Publications
Cash or card? A structural model of payment choices
Abstract: We use a large granular dataset to analyze the households' choice between cash and card payments. Empirically, both the size of the transaction and the amount of cash on hand appear as significant determinants of the payment choice. We unveil a novel interaction between these two variables: the critical size for a card purchase depends on the amount of cash on hand. We present a tractable model of payment choices, featuring non-universal acceptance of cards by merchants, and a random expenditure flow. The model generates a precautionary motive for holding a cash buffer: cards are used to avoid "running out of cash", accounting for the interaction discussed before. We use a calibrated version of the model to quantify the benefits of card ownership, the welfare costs of imperfect card acceptance by merchants, and to identify conditions under which a cashless economy emerges.
Intergenerational Transmission of Home-Leaving Patterns
Abstract: Exploiting intergenerationally linked data from the Survey of Health, Ageing and Retirement in Europe, we examine the association between the home-leaving ages of parents and those of their daughters and sons. We propose a framework in which intergenerational associations between nest-leaving patterns of successive generations might stem from three channels of transmission, and we rely on detailed information on three generations of individuals to establish the strength of each channel. We find that a 1-year increase in the age at which a parent left home is associated with children leaving the nest approximately 1 month later. We argue that the bulk of this association is due to direct cultural transmission of home-leaving ages stemming from the inheritance of preferences on the optimal timing of life-course events.
Working papers
Payments and cash management in the euro area: a quantitative analysis
Abstract: Average cash holdings and the intensity of card usage widely differ across Euro Area regions. ECB payment diaries show that such gaps emerge as a result of both supply-side differences (payments' acceptance by merchants) and demand-side ones (withdrawal and payment method choices). I present a dynamic cash management model featuring a payment method choice between cash and cards, uncertain lumpy expenditures/cash inflows, and imperfect acceptance of payment methods by merchants. I estimate the model at the region/province level by matching payment choice and cash management statistics, in order to quantify the drivers of geographical differences. I find that variation in card acceptance explains only around a third of geographical differences in card usage and it plays no role for the dispersion in cash holdings. The major drivers of heterogeneity in cash balances are differences in the cost of accessing and holding currency, while a large portion of gaps in card usage across regions are accounted for by differences in the relative taste for cashless payments.

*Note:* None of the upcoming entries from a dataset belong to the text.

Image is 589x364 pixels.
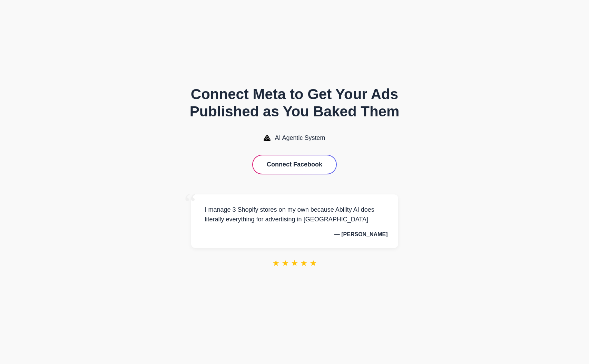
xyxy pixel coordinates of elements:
[163,85,426,121] h1: Connect Meta to Get Your Ads Published as You Baked Them
[273,258,280,268] span: ★
[310,258,317,268] span: ★
[184,187,197,219] span: “
[202,231,388,237] p: — [PERSON_NAME]
[291,258,299,268] span: ★
[263,135,271,141] img: AI Agentic System Logo
[275,134,325,141] span: AI Agentic System
[202,205,388,224] p: I manage 3 Shopify stores on my own because Ability AI does literally everything for advertising ...
[253,155,336,174] button: Connect Facebook
[282,258,289,268] span: ★
[300,258,308,268] span: ★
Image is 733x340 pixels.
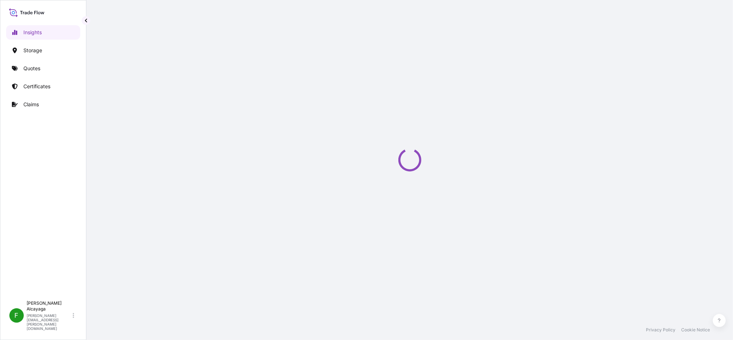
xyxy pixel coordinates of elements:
[15,312,19,319] span: F
[23,101,39,108] p: Claims
[6,25,80,40] a: Insights
[681,327,710,333] a: Cookie Notice
[6,79,80,94] a: Certificates
[23,47,42,54] p: Storage
[23,65,40,72] p: Quotes
[23,29,42,36] p: Insights
[27,300,71,312] p: [PERSON_NAME] Alcayaga
[6,61,80,76] a: Quotes
[6,43,80,58] a: Storage
[23,83,50,90] p: Certificates
[27,313,71,330] p: [PERSON_NAME][EMAIL_ADDRESS][PERSON_NAME][DOMAIN_NAME]
[646,327,675,333] a: Privacy Policy
[6,97,80,112] a: Claims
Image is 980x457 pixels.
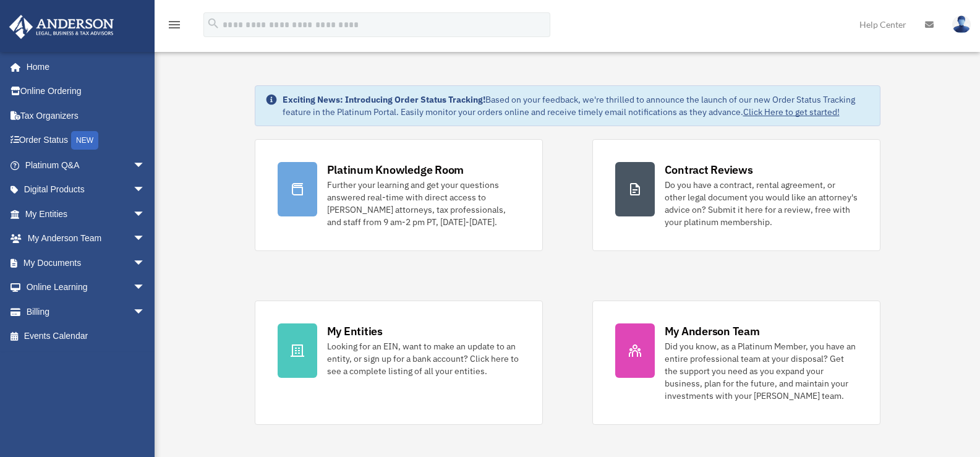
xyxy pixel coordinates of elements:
a: Billingarrow_drop_down [8,299,164,324]
a: Click Here to get started! [743,106,840,117]
a: Contract Reviews Do you have a contract, rental agreement, or other legal document you would like... [592,139,880,251]
div: Platinum Knowledge Room [327,162,464,177]
a: My Anderson Team Did you know, as a Platinum Member, you have an entire professional team at your... [592,301,880,424]
a: Online Learningarrow_drop_down [8,275,164,300]
div: My Entities [327,323,383,339]
div: Based on your feedback, we're thrilled to announce the launch of our new Order Status Tracking fe... [282,93,870,118]
a: My Entitiesarrow_drop_down [8,201,164,226]
i: menu [167,18,182,32]
a: Digital Productsarrow_drop_down [8,177,164,202]
a: My Entities Looking for an EIN, want to make an update to an entity, or sign up for a bank accoun... [255,301,543,424]
a: Tax Organizers [8,103,164,128]
span: arrow_drop_down [133,226,158,252]
a: Events Calendar [8,324,164,349]
img: Anderson Advisors Platinum Portal [6,15,117,39]
a: My Anderson Teamarrow_drop_down [8,226,164,251]
span: arrow_drop_down [133,153,158,178]
a: My Documentsarrow_drop_down [8,250,164,275]
div: My Anderson Team [664,323,760,339]
span: arrow_drop_down [133,275,158,301]
span: arrow_drop_down [133,250,158,276]
span: arrow_drop_down [133,177,158,203]
a: Home [8,54,158,79]
span: arrow_drop_down [133,201,158,227]
img: User Pic [952,16,971,33]
a: menu [167,22,182,32]
a: Platinum Q&Aarrow_drop_down [8,153,164,177]
div: Contract Reviews [664,162,753,177]
a: Online Ordering [8,79,164,104]
a: Platinum Knowledge Room Further your learning and get your questions answered real-time with dire... [255,139,543,251]
a: Order StatusNEW [8,128,164,153]
div: Looking for an EIN, want to make an update to an entity, or sign up for a bank account? Click her... [327,340,520,377]
div: Further your learning and get your questions answered real-time with direct access to [PERSON_NAM... [327,179,520,228]
div: Did you know, as a Platinum Member, you have an entire professional team at your disposal? Get th... [664,340,857,402]
div: NEW [71,131,98,149]
strong: Exciting News: Introducing Order Status Tracking! [282,94,485,105]
i: search [207,17,220,30]
div: Do you have a contract, rental agreement, or other legal document you would like an attorney's ad... [664,179,857,228]
span: arrow_drop_down [133,299,158,325]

Siblings and Leaving the Parental Home
Abstract: We investigate whether the decision of young adults on when to leave the parental home is influenced by the number of siblings they have, in the context of European countries over the last seventy years. Exploiting random variation in sibship size induced by twin births, we identify the causal effect of having an extra sibling on the timing of home-leaving. We find that one additional sibling speeds up the transition to independent living by roughly six months. We provide evidence that our results stem from a decrease in the value of living with parents as the parental home gets more crowded.
Work in Progress
An equilibrium model of card acceptance
Abstract: This paper studies the acceptance of card payments and the demand for cash in an economy featuring equilibrium linkages between buyers and sellers. Buyers can search for shops that accept cards, generating competition between merchants: sellers may be willing to accept cards in order to attract more customers, even though they earn lower profits on card transactions. We analyze the existence, uniqueness, and stability of both full acceptance and imperfect acceptance equilibria and examine how card acceptance responds to changes in search frictions, consumers' payment preferences, and the opportunity cost of holding cash. To quantify implications, we extend the model to include a dynamic cash management problem and calibrate it using ECB payment diary data. We then assess a policy reducing card costs for buyers, showing that accounting for sellers' responses can lead to unintended effects—potentially reducing card usage in equilibrium.
A dynamic model of CBDC holdings and transactional use
Abstract: We study the transactional demand for a CBDC within an inventory-theoretical model of cash management and payment choices. Consumers face stochastic expenditures and choose whether to pay using cash, cards, or CBDC. Cash is universally accepted but involves withdrawal and holding costs, while cards economize on these costs at the expense of imperfect acceptance and usage fees. Depending on its design features, the CBDC combines elements of both instruments. We calibrate the model using data from the ECB SPACE survey to quantify payment method shares and transactional cash and CBDC balances. Thanks to its dynamic nature, this model uniquely encompasses both CBDC holding and usage decisions. We apply it to measure (i) the welfare value of CBDC features, (ii) the impact of CBDC on cash management costs and precautionary card usage, and (iii) the sensitivity of cash and CBDC holdings and usage to interest rates.